Paper Structure (26 sections, 4 equations, 10 figures, 7 tables)

This paper contains 26 sections, 4 equations, 10 figures, 7 tables.

Figures (10)

  • Figure 1: Illustration of early cross-attention dispersion. Here, we present the prompt, the corresponding four cross-attention activation maps in the early denoising stage, and the final generated image. Compared to other tokens, the cross-attention activation maps of the "bird" token shows significant sparsity in spatial distribution.
  • Figure 2: Overview of the Diffusion Probe framework. Our framework takes as input the early-stage cross-attention feature maps (derived from the CrossAttn module at a probed timestep $t$) and the TimeStep Embedding. A lightweight network processes these inputs, ultimately outputting a quality score prediction for the final generated image ($x_0$). This predicted score is learned to align with a specified ground-truth Metric (e.g., aesthetic, semantic coherence) evaluated on the fully synthesized image. The Diffusion Probe then serves as a versatile tool to enable various downstream applications, such as Prompt Optimization, Seed Selection, and Efficient-GRPO training.
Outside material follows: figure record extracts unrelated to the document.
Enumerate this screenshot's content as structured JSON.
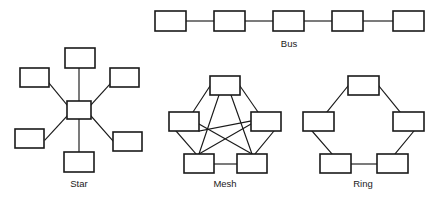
{
  "figure": {
    "background_color": "#ffffff",
    "node_fill": "#ffffff",
    "node_stroke": "#1a1a1a",
    "line_color": "#1a1a1a"
  },
  "topologies": [
    {
      "id": "bus",
      "label": "Bus",
      "label_x": 289,
      "label_y": 47,
      "node_count": 5,
      "link_count": 4,
      "nodes": [
        {
          "name": "bus-node-1",
          "x": 155,
          "y": 11,
          "w": 31,
          "h": 20
        },
        {
          "name": "bus-node-2",
          "x": 214,
          "y": 11,
          "w": 31,
          "h": 20
        },
        {
          "name": "bus-node-3",
          "x": 273,
          "y": 11,
          "w": 31,
          "h": 20
        },
        {
          "name": "bus-node-4",
          "x": 332,
          "y": 11,
          "w": 31,
          "h": 20
        },
        {
          "name": "bus-node-5",
          "x": 393,
          "y": 11,
          "w": 31,
          "h": 20
        }
      ],
      "links": [
        {
          "x1": 186,
          "y1": 21,
          "x2": 214,
          "y2": 21
        },
        {
          "x1": 245,
          "y1": 21,
          "x2": 273,
          "y2": 21
        },
        {
          "x1": 304,
          "y1": 21,
          "x2": 332,
          "y2": 21
        },
        {
          "x1": 363,
          "y1": 21,
          "x2": 393,
          "y2": 21
        }
      ]
    },
    {
      "id": "star",
      "label": "Star",
      "label_x": 79,
      "label_y": 187,
      "node_count": 7,
      "link_count": 6,
      "nodes": [
        {
          "name": "star-hub",
          "x": 67,
          "y": 101,
          "w": 24,
          "h": 18
        },
        {
          "name": "star-node-top",
          "x": 65,
          "y": 48,
          "w": 30,
          "h": 20
        },
        {
          "name": "star-node-upper-left",
          "x": 20,
          "y": 68,
          "w": 29,
          "h": 19
        },
        {
          "name": "star-node-upper-right",
          "x": 110,
          "y": 68,
          "w": 29,
          "h": 19
        },
        {
          "name": "star-node-lower-left",
          "x": 15,
          "y": 129,
          "w": 29,
          "h": 19
        },
        {
          "name": "star-node-lower-right",
          "x": 113,
          "y": 132,
          "w": 29,
          "h": 19
        },
        {
          "name": "star-node-bottom",
          "x": 64,
          "y": 152,
          "w": 30,
          "h": 20
        }
      ],
      "links": [
        {
          "x1": 79,
          "y1": 101,
          "x2": 79,
          "y2": 68
        },
        {
          "x1": 67,
          "y1": 105,
          "x2": 49,
          "y2": 83
        },
        {
          "x1": 91,
          "y1": 105,
          "x2": 110,
          "y2": 84
        },
        {
          "x1": 67,
          "y1": 116,
          "x2": 45,
          "y2": 140
        },
        {
          "x1": 91,
          "y1": 116,
          "x2": 113,
          "y2": 141
        },
        {
          "x1": 79,
          "y1": 119,
          "x2": 79,
          "y2": 152
        }
      ]
    },
    {
      "id": "mesh",
      "label": "Mesh",
      "label_x": 225,
      "label_y": 187,
      "node_count": 5,
      "link_count": 10,
      "nodes": [
        {
          "name": "mesh-node-top",
          "x": 210,
          "y": 76,
          "w": 30,
          "h": 19
        },
        {
          "name": "mesh-node-left",
          "x": 169,
          "y": 112,
          "w": 30,
          "h": 19
        },
        {
          "name": "mesh-node-right",
          "x": 251,
          "y": 112,
          "w": 30,
          "h": 19
        },
        {
          "name": "mesh-node-bottom-left",
          "x": 184,
          "y": 154,
          "w": 30,
          "h": 19
        },
        {
          "name": "mesh-node-bottom-right",
          "x": 237,
          "y": 154,
          "w": 30,
          "h": 19
        }
      ],
      "links": [
        {
          "x1": 210,
          "y1": 86,
          "x2": 193,
          "y2": 112
        },
        {
          "x1": 240,
          "y1": 86,
          "x2": 258,
          "y2": 112
        },
        {
          "x1": 219,
          "y1": 95,
          "x2": 199,
          "y2": 154
        },
        {
          "x1": 231,
          "y1": 95,
          "x2": 252,
          "y2": 154
        },
        {
          "x1": 199,
          "y1": 131,
          "x2": 251,
          "y2": 121
        },
        {
          "x1": 199,
          "y1": 124,
          "x2": 252,
          "y2": 154
        },
        {
          "x1": 251,
          "y1": 124,
          "x2": 199,
          "y2": 154
        },
        {
          "x1": 176,
          "y1": 131,
          "x2": 196,
          "y2": 154
        },
        {
          "x1": 274,
          "y1": 131,
          "x2": 255,
          "y2": 154
        },
        {
          "x1": 214,
          "y1": 164,
          "x2": 237,
          "y2": 164
        }
      ]
    },
    {
      "id": "ring",
      "label": "Ring",
      "label_x": 363,
      "label_y": 187,
      "node_count": 5,
      "link_count": 5,
      "nodes": [
        {
          "name": "ring-node-top",
          "x": 348,
          "y": 76,
          "w": 31,
          "h": 19
        },
        {
          "name": "ring-node-left",
          "x": 303,
          "y": 112,
          "w": 31,
          "h": 19
        },
        {
          "name": "ring-node-right",
          "x": 393,
          "y": 112,
          "w": 31,
          "h": 19
        },
        {
          "name": "ring-node-bottom-left",
          "x": 320,
          "y": 154,
          "w": 31,
          "h": 19
        },
        {
          "name": "ring-node-bottom-right",
          "x": 377,
          "y": 154,
          "w": 31,
          "h": 19
        }
      ],
      "links": [
        {
          "x1": 348,
          "y1": 86,
          "x2": 327,
          "y2": 112
        },
        {
          "x1": 379,
          "y1": 86,
          "x2": 400,
          "y2": 112
        },
        {
          "x1": 312,
          "y1": 131,
          "x2": 332,
          "y2": 154
        },
        {
          "x1": 414,
          "y1": 131,
          "x2": 395,
          "y2": 154
        },
        {
          "x1": 351,
          "y1": 164,
          "x2": 377,
          "y2": 164
        }
      ]
    }
  ]
}
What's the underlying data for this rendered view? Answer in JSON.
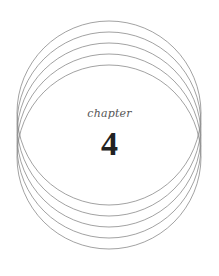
{
  "chapter": {
    "label": "chapter",
    "number": "4"
  },
  "ornament": {
    "type": "overlapping-circles",
    "count": 5,
    "stroke_color": "#8a8a8a",
    "center_x": 109,
    "radius": 92,
    "center_ys": [
      113,
      124,
      135,
      146,
      157
    ]
  }
}
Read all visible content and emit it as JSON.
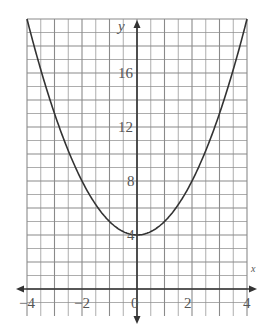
{
  "chart_data": {
    "type": "line",
    "title": "",
    "xlabel": "x",
    "ylabel": "y",
    "function": "y = x^2 + 4",
    "xlim": [
      -4,
      4
    ],
    "ylim": [
      -1,
      20
    ],
    "grid": true,
    "grid_step_x": 0.5,
    "grid_step_y": 1,
    "x_ticks": [
      "-4",
      "-2",
      "0",
      "2",
      "4"
    ],
    "y_ticks": [
      "4",
      "8",
      "12",
      "16"
    ],
    "series": [
      {
        "name": "parabola",
        "x": [
          -4,
          -3,
          -2,
          -1,
          0,
          1,
          2,
          3,
          4
        ],
        "values": [
          20,
          13,
          8,
          5,
          4,
          5,
          8,
          13,
          20
        ]
      }
    ],
    "vertex": [
      0,
      4
    ]
  },
  "axes": {
    "x_label": "x",
    "y_label": "y",
    "colors": {
      "grid": "#8a8a8a",
      "axis": "#333333",
      "curve": "#333333",
      "text": "#555555"
    }
  }
}
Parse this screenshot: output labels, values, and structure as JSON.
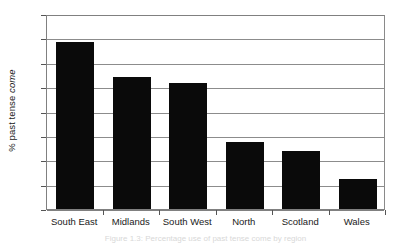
{
  "figure": {
    "caption": "Figure 1.3: Percentage use of past tense come by region"
  },
  "chart_data": {
    "type": "bar",
    "title": "",
    "subtitle": "",
    "xlabel": "",
    "ylabel": "% past tense come",
    "ylabel_plain": "% past tense ",
    "ylabel_italic": "come",
    "categories": [
      "South East",
      "Midlands",
      "South West",
      "North",
      "Scotland",
      "Wales"
    ],
    "values": [
      68.5,
      54,
      51.5,
      27.5,
      24,
      12.5
    ],
    "series": [
      {
        "name": "% past tense come",
        "values": [
          68.5,
          54,
          51.5,
          27.5,
          24,
          12.5
        ]
      }
    ],
    "ylim": [
      0,
      80
    ],
    "ytick_step": 10,
    "ytick_labels": [
      "80",
      "70",
      "60",
      "50",
      "40",
      "30",
      "20",
      "10",
      "0"
    ],
    "ytick_values": [
      80,
      70,
      60,
      50,
      40,
      30,
      20,
      10,
      0
    ],
    "grid": true,
    "grid_axis": "y",
    "legend": false,
    "legend_position": "none",
    "bar_color": "#0a0a0a",
    "grid_color": "#8c8c8c",
    "axis_color": "#808080",
    "background_color": "#ffffff"
  }
}
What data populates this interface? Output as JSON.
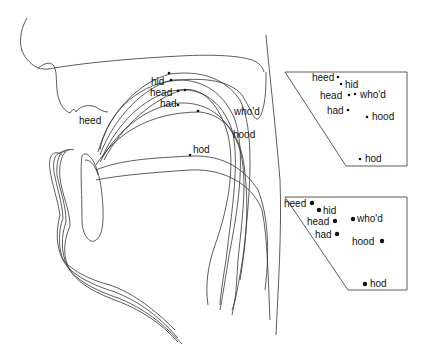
{
  "diagram": {
    "colors": {
      "line": "#333333",
      "text": "#111111",
      "background": "#ffffff"
    },
    "tongue_labels": {
      "heed": "heed",
      "hid": "hid",
      "head": "head",
      "had": "had",
      "whod": "who'd",
      "hood": "hood",
      "hod": "hod"
    },
    "chart_top": {
      "labels": {
        "heed": "heed",
        "hid": "hid",
        "head": "head",
        "whod": "who'd",
        "had": "had",
        "hood": "hood",
        "hod": "hod"
      }
    },
    "chart_bottom": {
      "labels": {
        "heed": "heed",
        "hid": "hid",
        "head": "head",
        "whod": "who'd",
        "had": "had",
        "hood": "hood",
        "hod": "hod"
      }
    }
  }
}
  • Figure 3: Visualization of the Cross-Attention Map for the token "cat" within a FluxTransformerBlock. The image illustrates the spatial attention distribution for the text token "cat" generated from the prompt "A cat holding a sign that says hello world". Regions with intense red patterns indicate high attention scores, demonstrating where the model's focus is directed in response to the specified token.
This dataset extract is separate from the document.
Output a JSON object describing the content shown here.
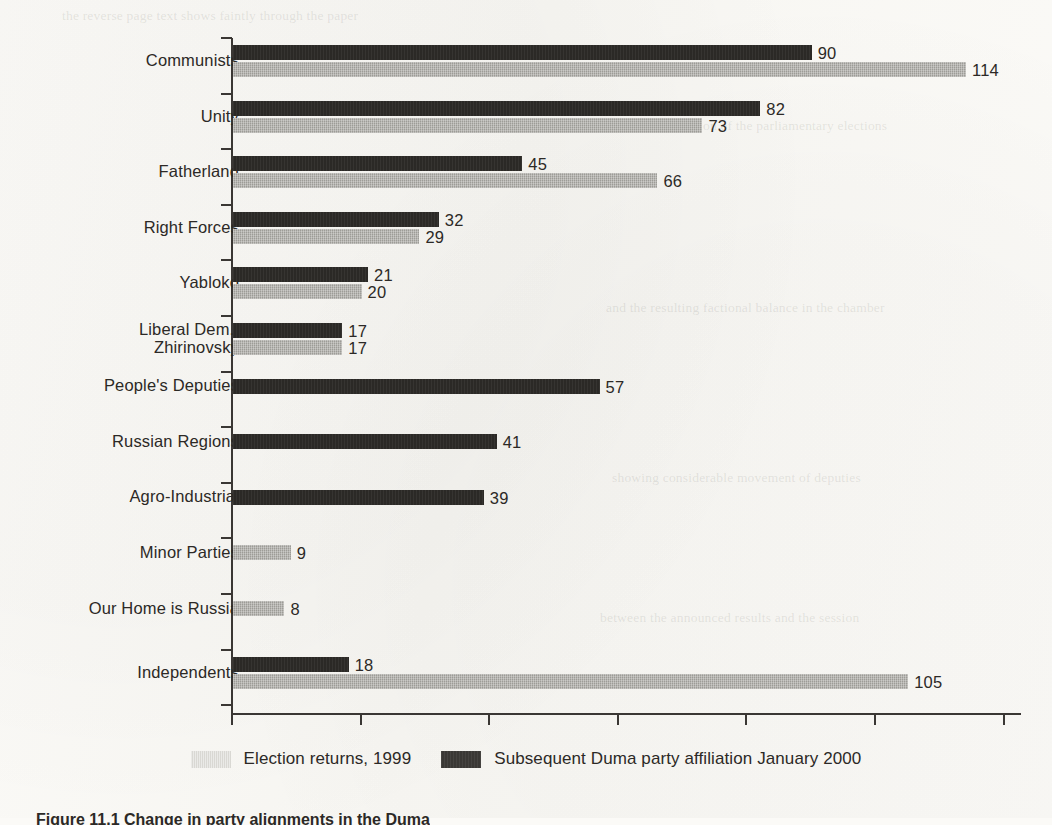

  • Figure 4: Early-stage cross-attention maps reveal object rendering fidelity. (Top) For the prompt "Woman carrying a bunch of bananas on top of her hat", the model successfully renders all objects, resulting in sharp, focused attention maps for each token. (Bottom) In contrast, for "A child ... surrounded by ... building blocks in a playroom", the model fails to generate the building blocks, and the corresponding attention map becomes highly diffuse. This demonstrates that attention statistics serve as a reliable early indicator of object-level generation success or failure (maps extracted at step $t=5$, layer 19, as detailed in Figure \ref{['fig:fluxvisual']}).
  • Figure 5: Comparison of the PickScore during training steps for our method ("Ours") versus the baseline method ("Origin") applied to Flow-GRPO. The plot demonstrates that our approach enhances the stability and convergence speed of the training process, as evidenced by the smoother fluctuations and faster rise in the PickScore across training steps. This indicates a more consistent and efficient learning process when using our method.